Friday, May 7, 2010

A New Way of Thinking about Science

Like I mentioned in class, I am both a CSCL major and premed, so my entire school career has been an odd, yet balancing, mix of humanities and science. The issue was that I had no concise way to bring the two together. I most other CSCL classes we've stuck to what you'd expect from a course that teaches about culture; literature, the media, tv, movies, music, sexuality, ect. But I hadn't come across a way to really fit what I've learned from being a CSCL major into my science classes.

I had previously thought of the sciences as most people do, as being pure and mostly unaffected by society. In biology and psychology I could see some of the outside influences but in my mind the harder sciences, like physics or chemistry, were pretty much solid. Regardless of where (or when) you live the acceleration on a falling object from gravity on Earth is always 9.81 m/s^2 and water will always consist of two Hydrogens and an Oxygen molecule.

What I can see know is that while these facts were always part of reality, before people had a way of "seeing" them these facts could not have been true. Before Newton was able to derive the equation for the force of gravity it could not have been true that the acceleration is always 9.81 m/s^2. You need a fact before you can say its true or not. According to Aristotle the truth of the matter was that the "nature" of the objects decided whether or not they rose or fell. Somethings fell because their natural position was in the center of the universe (which was the Earth at the time) and so they'd move downwards. While we know now that this is not reality and, for us, is wrong, in the 4th century BC Aristotle was correct. Facts are just what the majority of the people, those with authority, at least, consider to be correct, even if it turns out to be contradictory to the reality. Society creates truth.

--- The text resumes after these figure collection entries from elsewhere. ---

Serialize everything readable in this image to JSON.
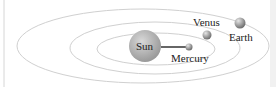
{
  "diagram": {
    "bodies": [
      {
        "name": "Sun",
        "label": "Sun"
      },
      {
        "name": "Mercury",
        "label": "Mercury"
      },
      {
        "name": "Venus",
        "label": "Venus"
      },
      {
        "name": "Earth",
        "label": "Earth"
      }
    ],
    "colors": {
      "orbit": "#cfcfcf",
      "sun": "#a8a8a8",
      "planet": "#8c8c8c",
      "connector": "#333333",
      "text": "#222222"
    }
  }
}
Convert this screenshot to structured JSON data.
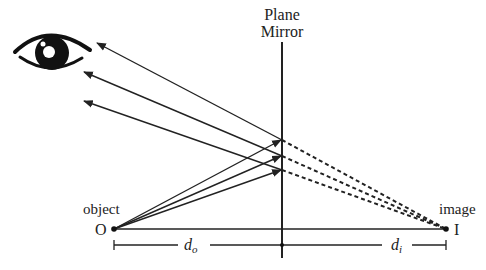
{
  "title": {
    "line1": "Plane",
    "line2": "Mirror"
  },
  "labels": {
    "object": "object",
    "object_point": "O",
    "image": "image",
    "image_point": "I",
    "d_object": "d",
    "d_object_sub": "o",
    "d_image": "d",
    "d_image_sub": "i"
  },
  "icons": {
    "eye": "eye-icon"
  },
  "colors": {
    "ink": "#222222",
    "background": "#ffffff"
  }
}
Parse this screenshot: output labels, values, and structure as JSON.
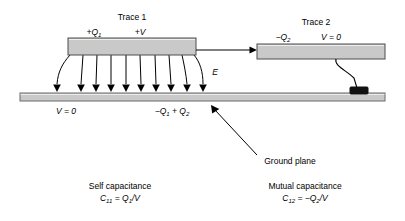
{
  "figure": {
    "title_trace1": "Trace 1",
    "title_trace2": "Trace 2",
    "trace1_charge_label": "+Q",
    "trace1_charge_sub": "1",
    "trace1_voltage_label": "+V",
    "trace2_charge_label": "−Q",
    "trace2_charge_sub": "2",
    "trace2_voltage_label": "V = 0",
    "ground_voltage_label": "V = 0",
    "ground_charge_label": "−Q",
    "ground_charge_sub1": "1",
    "ground_charge_mid": " + Q",
    "ground_charge_sub2": "2",
    "efield_label": "E",
    "ground_plane_label": "Ground plane",
    "self_cap_title": "Self capacitance",
    "self_cap_formula_lhs": "C",
    "self_cap_formula_lhs_sub": "11",
    "self_cap_formula_rhs": " = Q",
    "self_cap_formula_rhs_sub": "1",
    "self_cap_formula_tail": "/V",
    "mutual_cap_title": "Mutual capacitance",
    "mutual_cap_formula_lhs": "C",
    "mutual_cap_formula_lhs_sub": "12",
    "mutual_cap_formula_rhs": " = −Q",
    "mutual_cap_formula_rhs_sub": "2",
    "mutual_cap_formula_tail": "/V"
  },
  "colors": {
    "trace_fill": "#c9c9c9",
    "trace_stroke": "#4d4d4d",
    "ground_fill": "#c9c9c9",
    "ground_stroke": "#6b6b6b",
    "line": "#000000",
    "pad": "#111111",
    "background": "#ffffff"
  },
  "geometry": {
    "trace1": {
      "x": 68,
      "y": 38,
      "w": 128,
      "h": 17
    },
    "trace2": {
      "x": 257,
      "y": 44,
      "w": 128,
      "h": 15
    },
    "ground_plane": {
      "x": 20,
      "y": 93,
      "w": 365,
      "h": 8
    },
    "ground_pad": {
      "x": 350,
      "y": 87,
      "w": 18,
      "h": 7
    },
    "field_line_count": 10,
    "field_line_top": 55,
    "field_line_bottom": 92
  }
}
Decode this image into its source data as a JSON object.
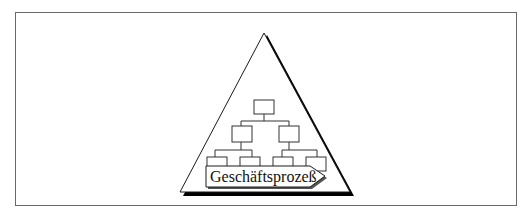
{
  "diagram": {
    "type": "pyramid-with-org-chart",
    "label": "Geschäftsprozeß",
    "colors": {
      "stroke": "#1a1a1a",
      "shadow": "#000000",
      "frame": "#6a6a6a",
      "background": "#ffffff"
    },
    "org_chart": {
      "levels": [
        {
          "level": 1,
          "boxes": 1
        },
        {
          "level": 2,
          "boxes": 2
        },
        {
          "level": 3,
          "boxes": 4
        }
      ]
    }
  }
}
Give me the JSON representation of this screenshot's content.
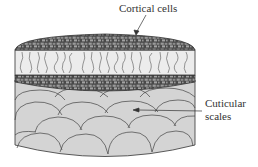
{
  "diagram": {
    "labels": {
      "cortical": "Cortical cells",
      "cuticular_line1": "Cuticular",
      "cuticular_line2": "scales"
    },
    "colors": {
      "cortex": "#6f6f6f",
      "band": "#ececec",
      "scales": "#d4d4d4",
      "stroke": "#333333"
    }
  }
}
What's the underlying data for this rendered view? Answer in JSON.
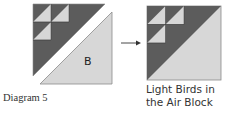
{
  "diagram_label": "Diagram 5",
  "left_unit": {
    "piece_label": "B"
  },
  "arrow": {
    "icon": "arrow-right-icon"
  },
  "result": {
    "caption_line1": "Light Birds in",
    "caption_line2": "the Air Block"
  },
  "colors": {
    "dark": "#5c5c5c",
    "light": "#d7d7d7",
    "outline": "#8a8a8a",
    "seam": "#3a3a3a"
  }
}
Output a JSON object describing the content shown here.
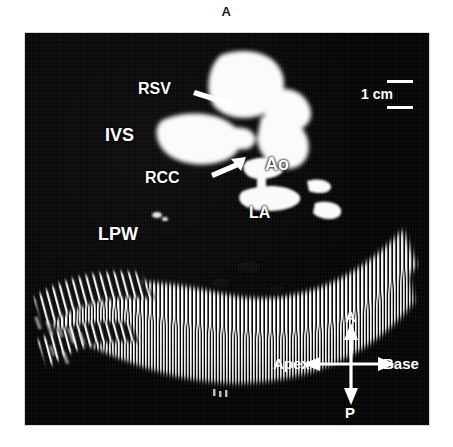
{
  "figure": {
    "panel_letter": "A",
    "modality": "2D echocardiogram, parasternal long-axis view"
  },
  "scale_bar": {
    "label": "1 cm"
  },
  "annotations": [
    {
      "id": "rsv",
      "label": "RSV",
      "meaning": "right sinus of Valsalva",
      "has_arrow": true
    },
    {
      "id": "ivs",
      "label": "IVS",
      "meaning": "interventricular septum",
      "has_arrow": false
    },
    {
      "id": "rcc",
      "label": "RCC",
      "meaning": "right coronary cusp",
      "has_arrow": true
    },
    {
      "id": "ao",
      "label": "Ao",
      "meaning": "aorta",
      "has_arrow": false
    },
    {
      "id": "la",
      "label": "LA",
      "meaning": "left atrium",
      "has_arrow": false
    },
    {
      "id": "lpw",
      "label": "LPW",
      "meaning": "left posterior wall",
      "has_arrow": false
    }
  ],
  "orientation": {
    "top": "A",
    "bottom": "P",
    "left": "Apex",
    "right": "Base"
  },
  "colors": {
    "background": "#ffffff",
    "scan_background": "#050505",
    "tissue": "#ffffff",
    "annotation": "#ffffff",
    "panel_letter": "#1a1a1a"
  }
}
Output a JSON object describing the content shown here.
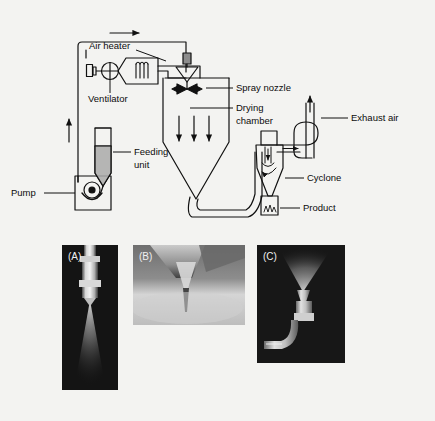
{
  "figure": {
    "background_color": "#f3f3f1",
    "line_color": "#111111",
    "type": "process-flow-schematic",
    "title_visible": false
  },
  "schematic": {
    "labels": {
      "air_heater": "Air heater",
      "ventilator": "Ventilator",
      "spray_nozzle": "Spray nozzle",
      "drying_chamber_line1": "Drying",
      "drying_chamber_line2": "chamber",
      "exhaust_air": "Exhaust air",
      "cyclone": "Cyclone",
      "product": "Product",
      "feeding_unit_line1": "Feeding",
      "feeding_unit_line2": "unit",
      "pump": "Pump"
    },
    "components": [
      {
        "name": "air-heater",
        "label": "Air heater"
      },
      {
        "name": "ventilator",
        "label": "Ventilator"
      },
      {
        "name": "spray-nozzle",
        "label": "Spray nozzle"
      },
      {
        "name": "drying-chamber",
        "label": "Drying chamber"
      },
      {
        "name": "cyclone",
        "label": "Cyclone"
      },
      {
        "name": "product-collector",
        "label": "Product"
      },
      {
        "name": "feeding-unit",
        "label": "Feeding unit"
      },
      {
        "name": "pump",
        "label": "Pump"
      },
      {
        "name": "exhaust-stack",
        "label": "Exhaust air"
      }
    ],
    "flow_arrows": [
      "air-inlet-right",
      "feed-riser-up",
      "chamber-down-1",
      "chamber-down-2",
      "chamber-down-3",
      "cyclone-inlet-right",
      "cyclone-vortex-down",
      "exhaust-up"
    ]
  },
  "photos": {
    "panels": [
      {
        "tag": "(A)",
        "name": "photo-panel-a",
        "caption_tag": "(A)",
        "tone": "dark",
        "subject": "two-fluid nozzle with conical spray"
      },
      {
        "tag": "(B)",
        "name": "photo-panel-b",
        "caption_tag": "(B)",
        "tone": "light",
        "subject": "nozzle tip close-up with fine mist"
      },
      {
        "tag": "(C)",
        "name": "photo-panel-c",
        "caption_tag": "(C)",
        "tone": "dark",
        "subject": "curved lance nozzle with upward plume"
      }
    ]
  }
}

I take from this class a heightened sense of skepticism about the world around me. I can see more clearly that many of the things I consider true or factual may be incorrect in reality. I am comfortable with this, however. I feel that a good amount of doubt is healthy, for scientists just as much as, if not more than, anyone else. If no one bothered to question the reality of an established fact we would not have seen any of the progression that has brought society to where it is today.